Our attention span is rapidly shrinking, here’s how pop songwriting has hacked our minds
It will likely take you around 45 seconds to finish reading this article. If you struggle to make it to the end without your mind wandering or urging your fingers towards a social media app, you’re not alone.
A study in 2018 by the University of California found that people who use social media for more than two hours a day showed a 40% decrease in attention span compared to those who use it for under 30 minutes. Since the advent of TikTok, that statistic is said to have dramatically worsened.
In short, our modern cyber obsession with short-form content has altered our brains. That means it has also altered the delivery of that content. For instance, you’re reading an article about attention span. You already know that. It says so in the headline you clicked on. But this will not be the last time I reiterate it. Because repetition is now abundantly necessary, owing to the fact that your brain no longer trusts that it followed the point the first time around, especially when sentences get a little longer. Because repetition is now abundantly necessary, owing to the fact that your brain no longer trusts that it followed the point the first time around, especially when sentences get a little longer.
In a rather quick transition, we have shifted from a typographic society – one grounded in print and the linear thought it encouraged – to a society so tricky to fathom that we’re simply calling it post-typographic.
“In the 18th and 19th centuries, print put forward a definition of intelligence that gave priority to the objective, rational use of the mind and at the same time encouraged forms of public discourse with serious, logically ordered content,“ Neil Postman wrote in Amusing Ourselves to Death.
Adding, “It is no accident that the Age of Reason was coexistent with that growth of a print culture, first in Europe and then in America.”
The death of the dominance of print culture hasn’t just altered how I deliver this article about our shrinking attention spans, but all forms of media, including music. But you already guessed that. It nearly says so in the headline you clicked on.

Back in 1945, before visual media truly took over, Johnny Mercer wrote a song called ‘Ac-Cent-Tchuate The Positive’. It was such a big hit that it became a standard that has since been covered by everyone from Paul McCartney to Aretha Franklin. It’s doubtful that it would have achieved that status today.
The song begins with a moody gospel sermon. It’s a dark and brooding parody of the evangelical preacher music of the period, creating a story arc to the song before it erupts into pop. The track is 3:31, and it takes 52 seconds to transition into the hit melody.
In order to get the full story, you have to stick with it for almost a quarter of its runtime, ‘enduring’ a style of music that Mercer fans may not typically enjoy to get to the pun as the preacher erupts into joyous song.
Would people see it through to that point if it were released today? Sure, some people might be the sort of person who spends less than half an hour on social media every day. But others might find their mind wandering or urging their fingers towards a social media app. Pop songwriters have already cottoned on to this and are adjusting the form to fit the new minds of the public.
This subheading serves no purpose other than to break up the type…
In 2023, Alpha Data found that the average length of a top 40 hit was 2:38. That’s the shortest average length in history. There is no clearer indicator than that that our attention spans have shrunken, and we crave content tailored to that.
Another manner in which modern pop songs are the antithesis of ‘Ac-Cent-Tchuate The Positive’ is that they almost always lead with the hook. In a world of endless distractions, you have to grasp people’s attention from the get-go.
For instance, the opening sentence of this article is largely redundant. It doesn’t convey any information that the following paragraph doesn’t already do alongside ratifying statistical proof, but the reason I opened with it is because there’s a slim chance some people will engage with the entirety of this article purely to see whether they could read it all in 45 seconds, an arbitrary figure I based on nothing much at all.
A song like ‘Please Please Please’ by Sabrina Carpenter begins with an instantly recognisable hook. The synth sound that it starts with is suptuous and amazingly produced, but in the past, this would have been considered a textbook introductory hook, and people would’ve said, ‘I love that little opening bit’ and rewound their walkman to listen to it again.
However, in the case of ‘Please Please Please’, we hear the same short motif repeated time and time again throughout the song. Because repetition is now abundantly necessary, especially if it is of something short and sweet that satisfies our brains. Because repetition is now abundantly necessary, especially if it is of something short and sweet that satisfies our brains.
Yet ‘Please Please Please’ is also bold enough to mix things up, to refresh the dopamine loop, so to speak. Almost exactly midway through the 3:06 song, there is a short 17-second middle eight. It proves just long enough to offer a novel surprise, but it never threatens to be so long that you lose the song’s train of thought.
In fact, ‘Please Please Please’ is so perfectly produced for the modern mind that I have attempted to mimic its modes in an article form. This piece began with an instant hook, presented plenty of repetition, and offered up a middle eight detour into mid-century pop at around the halfway mark, and if you’ve made it this far, it may well have taken you 2:38.
Will the article be a top 40 traffic hit, though? Sadly, that depends on whether the picture of Sabrina Carpenter caught enough eyes.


Description of the task: Among the entries that follow, find every line with the word "dash" and copy it.

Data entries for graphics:

******************************

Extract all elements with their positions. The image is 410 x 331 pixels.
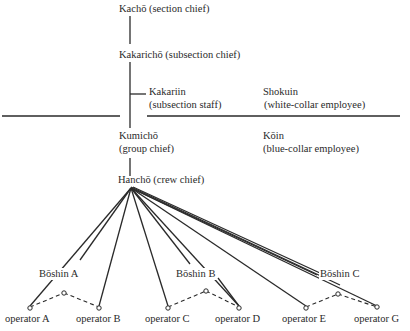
node-op-c bbox=[166, 306, 170, 310]
label-kumicho: Kumichō bbox=[119, 130, 158, 142]
line-to-op-a bbox=[30, 188, 131, 306]
node-op-a bbox=[28, 306, 32, 310]
line-to-op-c bbox=[131, 188, 168, 306]
line-to-boshin-a bbox=[80, 188, 131, 260]
node-op-g bbox=[375, 305, 379, 309]
label-operator-c: operator C bbox=[145, 313, 190, 325]
node-boshin-c bbox=[336, 292, 340, 296]
line-to-op-e bbox=[131, 188, 306, 306]
label-hancho: Hanchō (crew chief) bbox=[118, 174, 204, 186]
line-to-op-g-2 bbox=[131, 187, 340, 285]
label-koin-gloss: (blue-collar employee) bbox=[263, 143, 359, 155]
dash-boshina-opb bbox=[64, 293, 99, 307]
label-kakariin-gloss: (subsection staff) bbox=[149, 99, 221, 111]
label-kakariin: Kakariin bbox=[149, 86, 186, 98]
label-shokuin-gloss: (white-collar employee) bbox=[264, 99, 365, 111]
dash-opc-boshinb bbox=[168, 291, 206, 307]
label-boshin-c: Bōshin C bbox=[319, 268, 360, 280]
line-to-boshin-c-2 bbox=[133, 187, 320, 273]
dash-ope-boshinc bbox=[306, 294, 338, 307]
node-op-b bbox=[97, 306, 101, 310]
label-boshin-b: Bōshin B bbox=[175, 268, 216, 280]
label-operator-d: operator D bbox=[215, 313, 260, 325]
label-operator-a: operator A bbox=[5, 313, 50, 325]
node-boshin-a bbox=[62, 291, 66, 295]
node-boshin-b bbox=[204, 289, 208, 293]
node-op-d bbox=[237, 306, 241, 310]
label-kumicho-gloss: (group chief) bbox=[119, 143, 174, 155]
label-shokuin: Shokuin bbox=[263, 86, 298, 98]
label-operator-b: operator B bbox=[76, 313, 121, 325]
line-to-op-g bbox=[131, 188, 377, 306]
line-to-op-d bbox=[131, 188, 239, 306]
label-operator-e: operator E bbox=[282, 313, 326, 325]
label-kacho: Kachō (section chief) bbox=[119, 3, 209, 15]
label-koin: Kōin bbox=[263, 130, 284, 142]
node-op-e bbox=[304, 306, 308, 310]
label-kakaricho: Kakarichō (subsection chief) bbox=[119, 49, 240, 61]
label-operator-g: operator G bbox=[354, 313, 399, 325]
label-boshin-a: Bōshin A bbox=[38, 268, 79, 280]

******************************

Exercise result:
dash-boshina-opb bbox=[64, 293, 99, 307]
dash-opc-boshinb bbox=[168, 291, 206, 307]
dash-ope-boshinc bbox=[306, 294, 338, 307]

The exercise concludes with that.